Columbus Breaking the Egg.
£120.00
William Hogarth
Columbus Breaking the Egg.
London, J. & J. Boydell ca 1806
Copper engraving
165 x 195mm
£120
William Hogarth
Columbus Breaking the Egg.
London, J. & J. Boydell ca 1806
Copper engraving
165 x 195mm
£120
From the collection of George Morant, (1770 – 1846) of 95 Wimpole St, London. A very fine set on mostly uncut sheets kept loose in a folio. Carefully printed and in very good condition.
Morant was a collector and Founder of a business of paper hangers, carvers, gilders and picture frame makers.

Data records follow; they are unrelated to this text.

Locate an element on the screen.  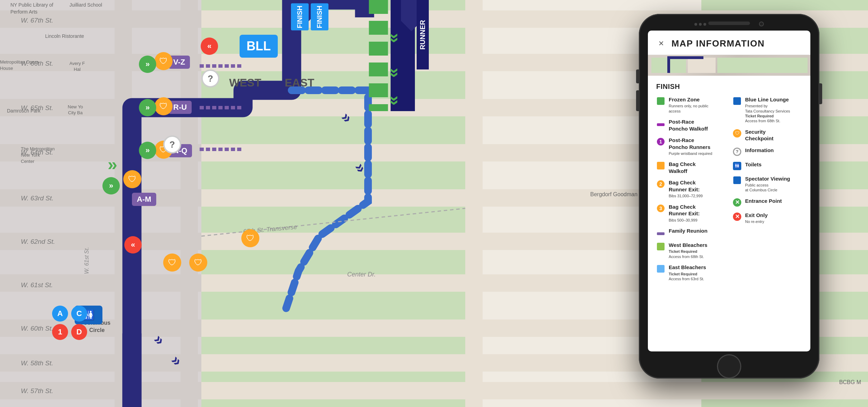
west-label: WEST is located at coordinates (245, 83).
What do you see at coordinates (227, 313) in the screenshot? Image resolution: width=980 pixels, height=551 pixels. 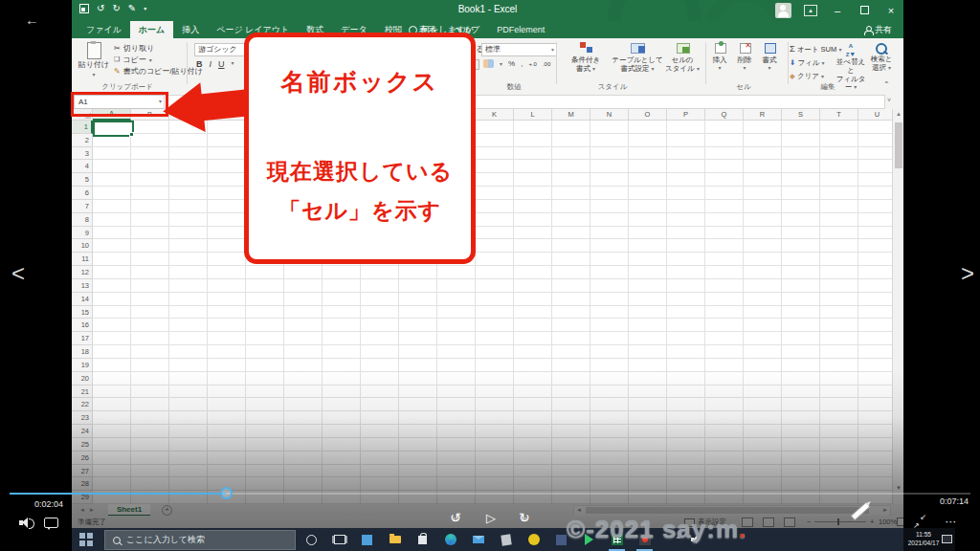 I see `cell-D15` at bounding box center [227, 313].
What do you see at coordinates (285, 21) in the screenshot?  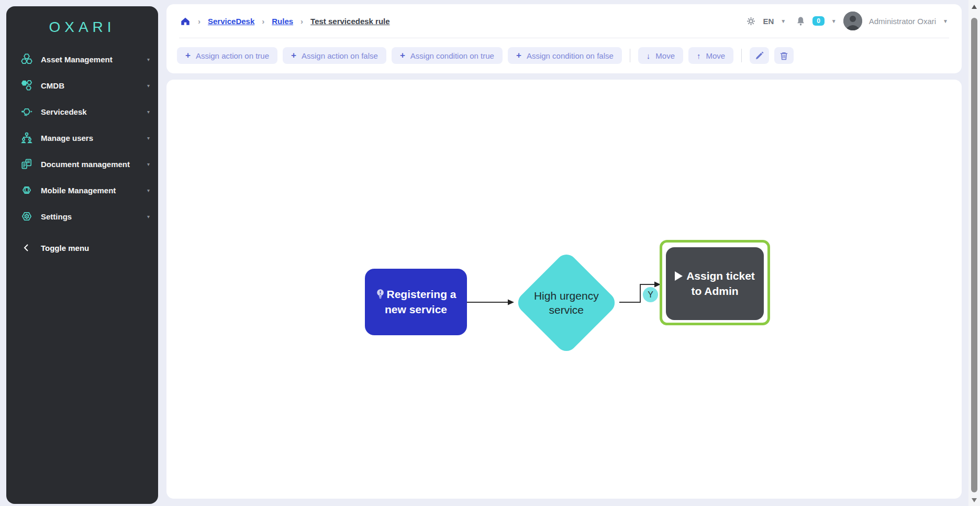 I see `breadcrumb: › ServiceDesk › Rules › Test servicedesk…` at bounding box center [285, 21].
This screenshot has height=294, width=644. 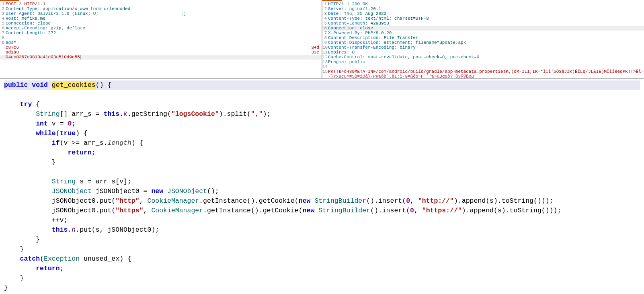 What do you see at coordinates (483, 52) in the screenshot?
I see `code-line: 11Expires: 0` at bounding box center [483, 52].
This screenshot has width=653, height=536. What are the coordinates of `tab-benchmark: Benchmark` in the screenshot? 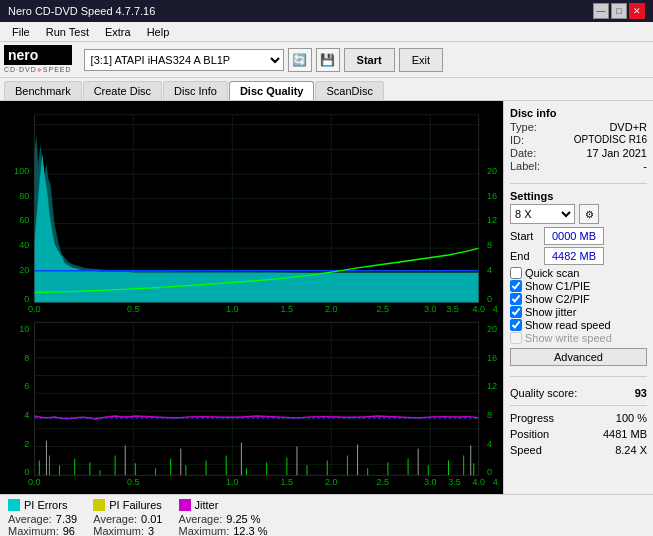 It's located at (43, 90).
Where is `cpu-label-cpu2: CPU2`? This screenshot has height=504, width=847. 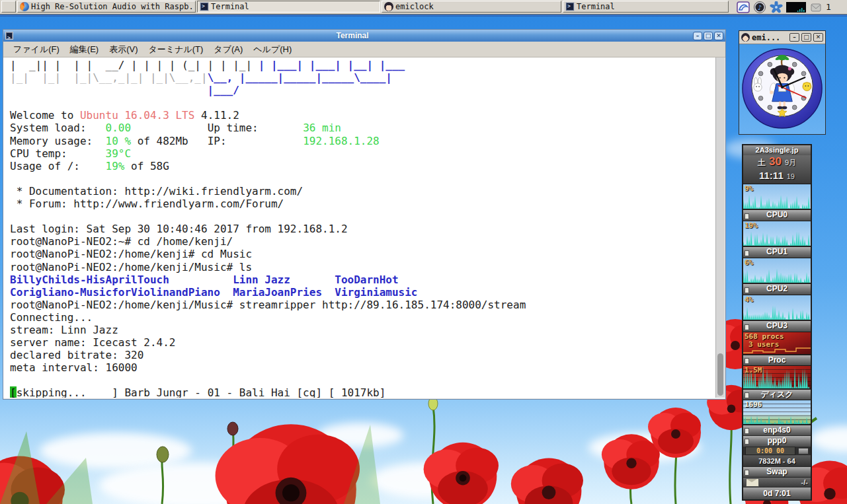
cpu-label-cpu2: CPU2 is located at coordinates (777, 289).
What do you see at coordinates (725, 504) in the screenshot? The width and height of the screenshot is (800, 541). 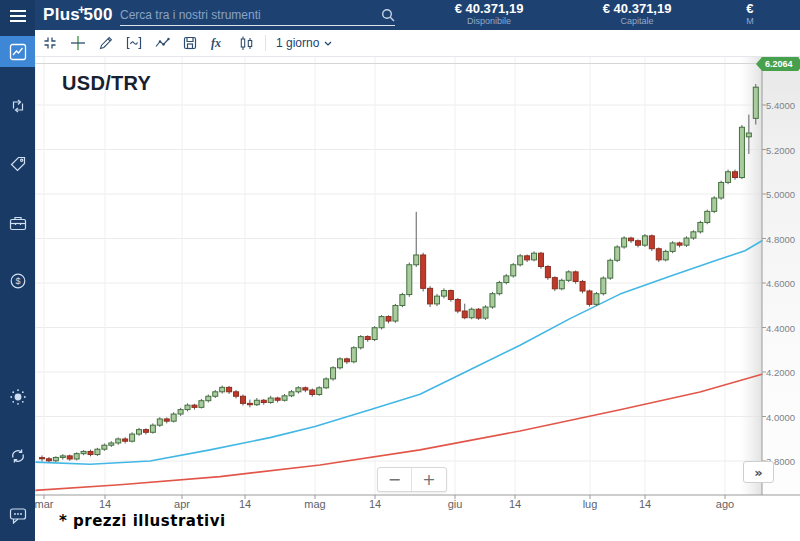 I see `x-axis-label: ago` at bounding box center [725, 504].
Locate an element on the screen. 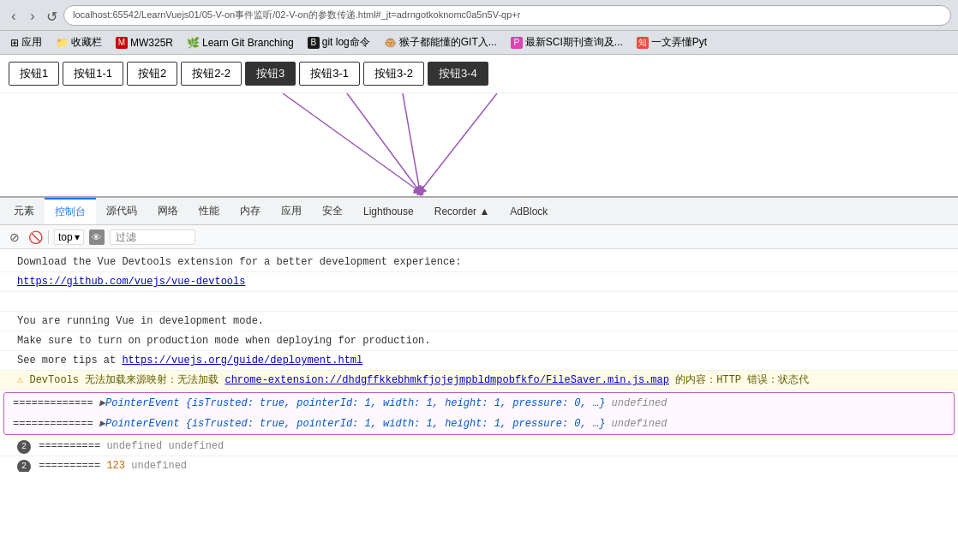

The company had offices at 88 Old Bond St, from 1814, and was appointed as ‘house decorator, carver, gilder & picture-frame-maker to His Majesty’. From 1832 he was appointed again by Her majesty Queen Victoria
An old fable, applied here to Columbus. As related by Girolamo Benzoni, after admiration for Columbus’s discoveries waned and success turned to envy, his enemies began to assert that anyone could of thought of his plan and carried it out. Columbus challenged his detractors to balance an egg upright on the table. All failed, so Columbus, smashing the base of the egg, thus managed to place it upright. The ‘Line of Beauty’ promoted in the Analysis, is here echoed in the eels on a platter on the table.